“Shooting Covid”, a book and an exhibition on the beginnings of the pandemic in Mulhouse

Covid shoot, the title is eloquent and has a double meaning. Words to express the primary desire to end the virus, but also images, so as not to forget. Two years to the day, after the first times of the Covid which have forever marked the memory of Mulhouse residents, press photographer Catherine Kohler is exhibiting her photos to bear witness to this exceptional period. A book accompanies this exhibition visible until May 31, 2022 at the municipal archives.

“I like to take my time. Wander. Lose myself. Look to immerse myself. The street is a spectacle that unfolds before my eyes” : it is with these few words that Catherine Kohler presents her work on her website. An almost contemplative approach that exploded in flight in February 2020. We are in Mulhouse and the show is turning into a nightmare. The Haut-Rhin prefecture becomes the epicenter of the disease. Death is omnipresent, emergencies are saturated, fear lurks. From then on, Catherine Kohler, a freelance photographer based in Mulhouse, took her camera and tirelessly captured the daily life of a city on borrowed time for the Sipa agency.

So many clichés published in the press and on social networks that strike David Bourgeois, then archivist at the City of Mulhouse. He sees in them “a first-class historical source”. He decides to contact the photographer who does not hesitate not to donate 400 snaps. “I wanted us to keep track. People all want to move on but I would really like us to remember what happened,” she says. Some are not about to forget, and for good reason. That day, in the aisles of the Municipal Archives, Robert Muller, survivor of the Covid: “I was in the military tent for 43 days in a coma. It must be remembered and for me it is a return to life”, he confides.

Thirty shots make up this exhibition. Some photos remain out of sight because they are too shocking, like those of the saturated crematorium.

With caregivers, soldiers but also residents, Catherine Kholer follows the daily life of Mulhouse residents for three long months. A look closer to the fatal reality but without any voyeurism. We see this military hospital being set up in a few days at the foot of the hospital center or even these men dressed in full suits disinfecting the streets.

Scenes of war in the deserted city where only ambulance sirens break the silence. And then also, the trigger for Catherine Kohler’s camera. Because for the photographer, we must not stop testifying. For posterity first, but also to exorcise this unprecedented period, where dramas and small pleasures cohabited, like here, at nightfall. “I say to myself: I am going to take photos of the people who are on their balconies every evening at 8 p.m., to show that they are still there, that they are alive and that they support the nursing staff on the front 24 hours a day. 24. It was such a cool moment to photograph,” she remembers.

Mulhouse residents on their balcony during the first wave of Covid 19 in March 2020 (CATHERINE KOHLER / SIPA)

Two years have passed and Catherine Kohler has collected all these moments of life in a book. 264 pages punctuated chronologically by 170 shots, mostly in black and white, and texts co-written with the journalist-editor Laura Penchina.

“Shooting Covid”- Exhibition by Catherine Kohler at the Municipal Archives of Mulhouse until May 31, 2022. Monday to Friday: 2 p.m. to 5 p.m. Tuesday: 9:30 a.m. to 11:30 a.m. and 2 p.m. to 5 p.m.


Give the number of lines in the data below where the word "Second" appears, and nothing besides.

EXCERPTED RECORDS =
*** Begin section ***

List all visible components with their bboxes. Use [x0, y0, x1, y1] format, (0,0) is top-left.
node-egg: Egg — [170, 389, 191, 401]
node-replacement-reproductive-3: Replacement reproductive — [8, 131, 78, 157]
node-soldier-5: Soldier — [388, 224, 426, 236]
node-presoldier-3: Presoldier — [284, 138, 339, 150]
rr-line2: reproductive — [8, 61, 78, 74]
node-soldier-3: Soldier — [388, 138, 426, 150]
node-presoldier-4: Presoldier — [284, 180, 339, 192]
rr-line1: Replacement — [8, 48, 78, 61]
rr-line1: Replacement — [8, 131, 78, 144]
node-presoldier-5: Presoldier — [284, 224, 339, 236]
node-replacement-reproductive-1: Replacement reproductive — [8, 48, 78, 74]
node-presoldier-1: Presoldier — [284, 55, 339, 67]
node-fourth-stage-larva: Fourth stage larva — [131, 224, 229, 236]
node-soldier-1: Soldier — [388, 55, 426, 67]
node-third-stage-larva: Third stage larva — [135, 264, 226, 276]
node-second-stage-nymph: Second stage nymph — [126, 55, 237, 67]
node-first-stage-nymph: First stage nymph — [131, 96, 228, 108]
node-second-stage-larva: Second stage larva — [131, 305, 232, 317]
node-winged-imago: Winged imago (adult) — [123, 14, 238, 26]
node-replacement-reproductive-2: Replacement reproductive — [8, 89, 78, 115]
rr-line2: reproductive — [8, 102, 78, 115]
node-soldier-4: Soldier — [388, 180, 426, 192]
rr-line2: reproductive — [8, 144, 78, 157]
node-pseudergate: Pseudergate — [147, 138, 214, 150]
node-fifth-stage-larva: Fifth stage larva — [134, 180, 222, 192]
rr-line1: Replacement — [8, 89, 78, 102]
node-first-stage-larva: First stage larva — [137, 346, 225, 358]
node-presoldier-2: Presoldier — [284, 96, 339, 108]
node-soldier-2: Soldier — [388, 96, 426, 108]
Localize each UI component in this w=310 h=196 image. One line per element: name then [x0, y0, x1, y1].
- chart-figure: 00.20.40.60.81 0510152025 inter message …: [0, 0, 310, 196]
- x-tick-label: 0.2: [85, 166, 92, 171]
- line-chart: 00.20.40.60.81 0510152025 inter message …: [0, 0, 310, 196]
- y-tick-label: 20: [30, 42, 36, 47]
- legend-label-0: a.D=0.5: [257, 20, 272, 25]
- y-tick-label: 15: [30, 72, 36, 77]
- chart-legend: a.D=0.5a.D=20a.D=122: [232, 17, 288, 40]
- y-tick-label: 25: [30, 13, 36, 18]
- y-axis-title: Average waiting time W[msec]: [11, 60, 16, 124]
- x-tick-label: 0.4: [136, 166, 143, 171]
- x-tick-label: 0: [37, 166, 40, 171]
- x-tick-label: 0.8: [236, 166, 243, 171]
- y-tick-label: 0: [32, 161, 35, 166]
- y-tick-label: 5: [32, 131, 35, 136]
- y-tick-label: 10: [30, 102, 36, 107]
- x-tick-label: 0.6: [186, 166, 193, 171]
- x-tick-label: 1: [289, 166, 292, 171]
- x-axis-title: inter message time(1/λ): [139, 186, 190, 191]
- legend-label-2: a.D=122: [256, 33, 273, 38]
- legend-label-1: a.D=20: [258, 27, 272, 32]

*** End section ***

RESPONSE TO THIS TASK =
2